Everyone has that comic they consider seminal to their love of the medium. It might not have been the first book you ever read but it guaranteed that it wouldn’t be the last. It’s undeniable that Origin formulated my love for sequential art.
Alright, I’ll admit, like six or seven other comic books could be inserted in the last sentence. Origin isn’t the origin of my passion for comics, but it does resonate in my nostalgia organs for a lot of reasons.
The product at hand is the latest installment of the Marvel Knights Animation line, a comic/cartoon merge that brings the early Aughties mega-release to life while at the same time delivering several mortal wounds to the work.
Marvel concentrates their efforts on their super legit serial cartoons but they should take a note from their main competition and turn to delivering full-length movies. This is a pitiful attempt to regurgitate the work. While Paul Jenkins’ story stays mostly intact Andy Kubert’s art is ripped to shreds, bent in unholy ways and manipulated to the point of disrespect. Seriously, just animate it!
The voice acting is standard, and the DVD itself hasn’t a lot to offer. Particularly annoying is how it’s split into six parts with credits and an opening between every damn chapter. Quite annoying for an hour-long feature.
The best and only reason to give this a look is a short series of interviews from Jenkins, Kubert, Joe Quesada, Bill Jemas, and Richard Isanove. They give unparalleled insight into the ideas and methodology behind the purpose, meaning, and legacy of the work. I loved this retrospective because the creators discussed a bunch of stuff that I’ve been thinking for years, thereby confirming my opinions as correct. (Right?)
Comic fans are readers, and that was the case with me back in 2001. I craved all fiction in my teens and comics books were a rare treasure for me, a bibliophile at the mercy of the local library. When the now defunct Borders chain started carrying triple the amount of trades and even a small handful of monthly titles, I remember being ecstatic because I could read them for free as I pretended to drink tea in the cafe area. It was about that time I started to become cognizant of a living, breathing comics culture, mainly through the discovery of Wizard, but also via the magical interwebs which was just entering the messy spaghetti mound of information and opinion it is today.
In those days Marvel started toying with the concept of putting comics online and offered select issues in a proto-reader on their site. Those freebies were succulent candy. I immediately went to the comics about the shady clawed dude’s past; something I’d briefly read about a few months before. At that time I knew the names Lee, Kirby, McFarlane, Millar, and Bendis. Jenkins and Kubert meant little to me.
Now they’re burnt into my mind.
The first two issues of Origin rocked this dude’s teenage life. Immediately immersive, the tale of young Wolvie’s maturation seized my total attention and that climactic end to #2 hit me like a shotgun blast to the face. Kubert’s pencils boomed off the page, building a solemn period piece that focused on the finer details of a down-to-earth script. Wolverine always screamed tragedy to me, probably because the X-Men animated series was such a depressing piece of muck, and Origin was tragic to the core. I appreciated the hell out of the bare bones approach, choosing to take out all elements “X” and making a point to separate the narrative from Mutant and Marvel lore. The cyclical theme to the whole thing — not only do bad things happen to Logan, but they’re the same bad things — spoke to me in surplus.
For some reason I stopped reading (oh yeah, I was 15) but the mini eventually rolled back into my life maybe a year or two later when someone in my high school obtained a copy that made laps around the classroom during study halls and downtime. I read that sucker at least four or five times, partly out of boredom, but also out of reverence. This is how it all started for “James Howlett” and it never went well.
It’s not until recently that I’ve discovered that a large portion of comic fans have a distaste for Origin, and that doesn’t surprise me at all. It stands out as an ambitious project from a time when Marvel was flailing like a Magikarp. Now it’s got its got Gyarados swag because Origin crafted a path to success. Jenkins doesn’t fail to credit Jemas and the “business” end for granting such a wide berth on this important piece. It’s that same general philosophy that’s got them at the top of the game right now.
Origin II by Kieron Gillen and Adam Kubert is one of the more noticeable print-based announcements from ComicCon and I’m revved to read the sequel to one of my favorite all-time works. I just hope that those capable creators remember what made the first installment of Wolverine’s life so good.
This DVD kind of sucked, but it had a time capsule effect on me. The familiar story, the somber atmosphere, and the likeable characters of Origin came to life again, albeit like Frankenstein. It reminded me why I still dig through longboxes and wade into decompressed storylines. Great, life-changing stories exist and I’m on a quest to find them.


Required action: Your answer should repeat every line of the records below in which the word "type" appears.

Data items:
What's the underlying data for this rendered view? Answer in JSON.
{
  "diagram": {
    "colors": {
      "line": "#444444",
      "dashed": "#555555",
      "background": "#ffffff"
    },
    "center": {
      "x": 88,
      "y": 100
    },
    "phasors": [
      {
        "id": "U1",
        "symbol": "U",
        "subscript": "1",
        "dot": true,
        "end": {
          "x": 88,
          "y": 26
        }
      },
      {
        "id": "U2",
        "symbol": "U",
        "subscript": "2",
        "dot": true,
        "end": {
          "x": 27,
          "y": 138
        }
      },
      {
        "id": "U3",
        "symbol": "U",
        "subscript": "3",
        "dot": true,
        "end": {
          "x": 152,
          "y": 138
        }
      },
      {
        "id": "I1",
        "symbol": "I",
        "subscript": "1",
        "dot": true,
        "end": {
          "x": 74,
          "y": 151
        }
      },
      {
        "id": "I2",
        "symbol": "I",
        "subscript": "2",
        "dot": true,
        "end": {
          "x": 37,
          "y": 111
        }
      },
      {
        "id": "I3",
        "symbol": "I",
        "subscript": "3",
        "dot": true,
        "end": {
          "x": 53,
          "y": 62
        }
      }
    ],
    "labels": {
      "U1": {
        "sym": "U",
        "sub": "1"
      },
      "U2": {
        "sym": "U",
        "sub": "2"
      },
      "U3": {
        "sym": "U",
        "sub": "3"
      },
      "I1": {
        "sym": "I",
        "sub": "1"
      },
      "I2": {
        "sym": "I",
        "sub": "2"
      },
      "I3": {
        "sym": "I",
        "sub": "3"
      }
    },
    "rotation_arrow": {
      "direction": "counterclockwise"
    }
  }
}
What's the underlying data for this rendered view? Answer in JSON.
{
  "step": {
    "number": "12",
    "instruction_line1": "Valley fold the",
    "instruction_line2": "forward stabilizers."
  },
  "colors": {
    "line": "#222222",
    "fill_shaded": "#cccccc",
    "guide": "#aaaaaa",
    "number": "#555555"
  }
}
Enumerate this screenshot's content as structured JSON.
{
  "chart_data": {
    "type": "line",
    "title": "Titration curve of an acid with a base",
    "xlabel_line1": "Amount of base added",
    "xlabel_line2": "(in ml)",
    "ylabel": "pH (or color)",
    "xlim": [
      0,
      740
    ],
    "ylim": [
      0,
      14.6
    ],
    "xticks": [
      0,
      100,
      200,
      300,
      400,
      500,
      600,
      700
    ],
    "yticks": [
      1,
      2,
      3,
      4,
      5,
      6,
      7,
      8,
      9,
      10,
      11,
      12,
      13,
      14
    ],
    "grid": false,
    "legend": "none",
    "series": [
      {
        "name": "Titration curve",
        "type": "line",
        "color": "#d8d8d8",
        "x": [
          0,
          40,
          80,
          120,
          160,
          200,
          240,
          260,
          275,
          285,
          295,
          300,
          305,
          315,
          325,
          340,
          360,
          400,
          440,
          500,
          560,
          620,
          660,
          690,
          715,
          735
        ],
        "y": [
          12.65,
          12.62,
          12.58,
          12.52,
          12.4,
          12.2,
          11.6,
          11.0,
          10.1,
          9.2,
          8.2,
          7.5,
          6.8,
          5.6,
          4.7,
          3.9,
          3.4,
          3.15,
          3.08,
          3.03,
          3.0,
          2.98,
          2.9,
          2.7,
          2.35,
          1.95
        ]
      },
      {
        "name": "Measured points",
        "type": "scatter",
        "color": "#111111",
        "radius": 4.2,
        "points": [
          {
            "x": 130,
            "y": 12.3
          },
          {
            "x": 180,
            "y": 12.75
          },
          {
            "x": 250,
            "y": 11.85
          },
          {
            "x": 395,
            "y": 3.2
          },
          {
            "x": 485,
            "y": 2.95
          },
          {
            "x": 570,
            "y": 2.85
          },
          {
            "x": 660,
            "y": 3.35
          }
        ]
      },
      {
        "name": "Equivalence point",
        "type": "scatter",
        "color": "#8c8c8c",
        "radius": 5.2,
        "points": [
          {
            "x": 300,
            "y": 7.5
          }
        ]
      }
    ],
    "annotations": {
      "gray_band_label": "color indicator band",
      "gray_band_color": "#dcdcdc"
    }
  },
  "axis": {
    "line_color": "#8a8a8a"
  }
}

Output of the task:
    "type": "line",
        "type": "line",
        "type": "scatter",
        "type": "scatter",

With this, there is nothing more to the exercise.